Magnetic pressure: a hidden moderator
Strong magnetic fields act like an extra source of pressure inside the disk. Instead of allowing all remaining mass to spiral into the hole, magnetically driven winds can eject a substantial fraction of the disk—up to half the mass—at relativistic speeds. That ejection reduces the final black hole mass, shifting objects that would otherwise sit inside the pair-instability gap down into allowed mass ranges. Magnetic torques also remove angular momentum from the forming black hole, lowering its spin.
Crucially, the simulations show a systematic link: stronger fields produce lighter, slower-spinning black holes, while weaker fields permit heavier, faster-spinning remnants. This creates a mass–spin relationship that could explain the unusual parameters extracted from GW231123 without invoking improbable formation histories.

Observational tests and wider implications
One attractive feature of the magnetic-wind scenario is that it makes testable predictions. The same magnetically powered outflows that strip mass from the collapsing star should produce high-energy transients—brief gamma-ray bursts or other electromagnetic counterparts—when they break out of the stellar envelope.

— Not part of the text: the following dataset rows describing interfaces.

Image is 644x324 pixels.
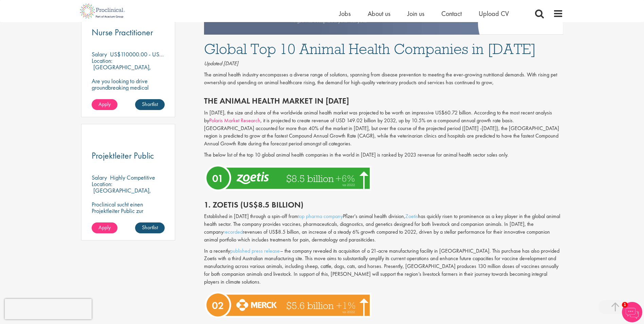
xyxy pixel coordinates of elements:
p: Proclinical sucht einen Projektleiter Public zur dauerhaften Verstärkung des Teams unseres Kunden... [92,201,165,233]
a: Shortlist [135,99,165,110]
h2: The Animal Health Market in [DATE] [204,97,563,105]
h1: Global Top 10 Animal Health Companies in [DATE] [204,41,563,56]
span: 1 [622,302,628,307]
span: Location: [92,180,112,188]
p: The animal health industry encompasses a diverse range of solutions, spanning from disease preven... [204,71,563,87]
a: About us [368,9,390,18]
a: Polaris Market Research [209,117,260,124]
iframe: reCAPTCHA [5,299,92,319]
a: Projektleiter Public [92,151,165,160]
img: Chatbot [622,302,642,322]
a: Join us [407,9,424,18]
h2: 1. Zoetis (US$8.5 billion) [204,200,563,209]
a: Shortlist [135,222,165,233]
a: Contact [441,9,462,18]
span: Projektleiter Public [92,150,154,161]
p: Established in [DATE] through a spin-off from Pfizer's animal health division, has quickly risen ... [204,213,563,243]
p: In a recently – the company revealed its acquisition of a 21-acre manufacturing facility in [GEOG... [204,247,563,286]
p: [GEOGRAPHIC_DATA], [GEOGRAPHIC_DATA] [92,63,151,77]
a: Nurse Practitioner [92,28,165,36]
i: Updated [DATE] [204,60,238,67]
span: Nurse Practitioner [92,27,153,38]
a: Upload CV [479,9,509,18]
span: Location: [92,57,112,65]
p: [GEOGRAPHIC_DATA], [GEOGRAPHIC_DATA] [92,186,151,201]
span: Apply [99,224,111,231]
a: top pharma company [298,213,343,220]
p: In [DATE], the size and share of the worldwide animal health market was projected to be worth an ... [204,109,563,147]
p: The below list of the top 10 global animal health companies in the world in [DATE] is ranked by 2... [204,151,563,159]
a: published press release [230,247,280,254]
span: Salary [92,50,107,58]
a: Apply [92,99,117,110]
a: recorded [223,228,243,235]
a: Apply [92,222,117,233]
a: Jobs [339,9,351,18]
p: Are you looking to drive groundbreaking medical research and make a real impact-join our client a... [92,78,165,116]
span: Apply [99,100,111,108]
a: Zoetis [405,213,418,220]
p: Highly Competitive [110,174,155,181]
p: US$110000.00 - US$130000.00 per annum [110,50,216,58]
span: Salary [92,174,107,181]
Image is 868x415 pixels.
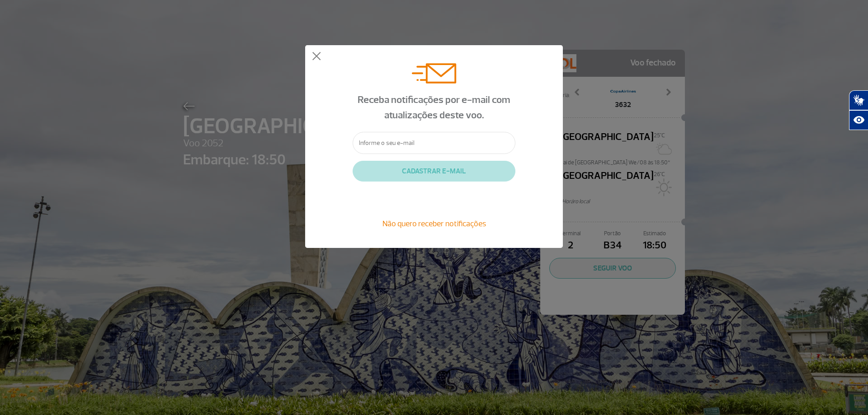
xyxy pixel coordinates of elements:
span: Não quero receber notificações [382,218,486,228]
input: Informe o seu e-mail [352,132,515,154]
button: Abrir recursos assistivos. [849,110,868,130]
div: Plugin de acessibilidade da Hand Talk. [849,90,868,130]
button: CADASTRAR E-MAIL [352,161,515,181]
span: Receba notificações por e-mail com atualizações deste voo. [358,94,510,122]
button: Abrir tradutor de língua de sinais. [849,90,868,110]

If future gravitational-wave detections of in-gap, high-spin mergers come with corresponding short gamma-ray signals, that would strongly support the magnetic interpretation.
More broadly, this work suggests astrophysicists should treat stellar magnetism as a first-order effect in models of black hole birth. It also supplies a new diagnostic: measuring both mass and spin across many black hole mergers could reveal the imprint of magnetic processes and help map the distribution of massive star magnetic fields in the early universe.
Expert Insight
“These simulations show how messy, real stellar deaths can be,” says Dr. Mira Patel, an astrophysicist who studies compact-object formation. “Magnetic fields are not a small correction here—they can fundamentally change whether a star leaves behind a black hole and how fast that black hole spins. Observationally, this gives us clear signatures to chase: in-gap masses tied to specific spin ranges and potentially coincident gamma-ray flashes.”
As gravitational-wave catalogs grow and multimessenger follow-ups become faster and more sensitive, researchers will be able to test whether magnetic shaping of stellar collapse is the rule or an exception. If confirmed, the magnetic-wind mechanism would resolve one of the sharpest puzzles raised by GW231123 and alter how we think about the final act of the most massive stars.
Source: sciencealert
Comments
skyforge
Sounds neat but is magnetism really that dominant? Simulations can be tuned, maybe selection bias? Need multiple detections and em counterparts...
labmesh
Whoa, magnetic winds rewriting black hole birth? Mind blown. If gamma flashes show up, that's huge… gotta see more data, pronto.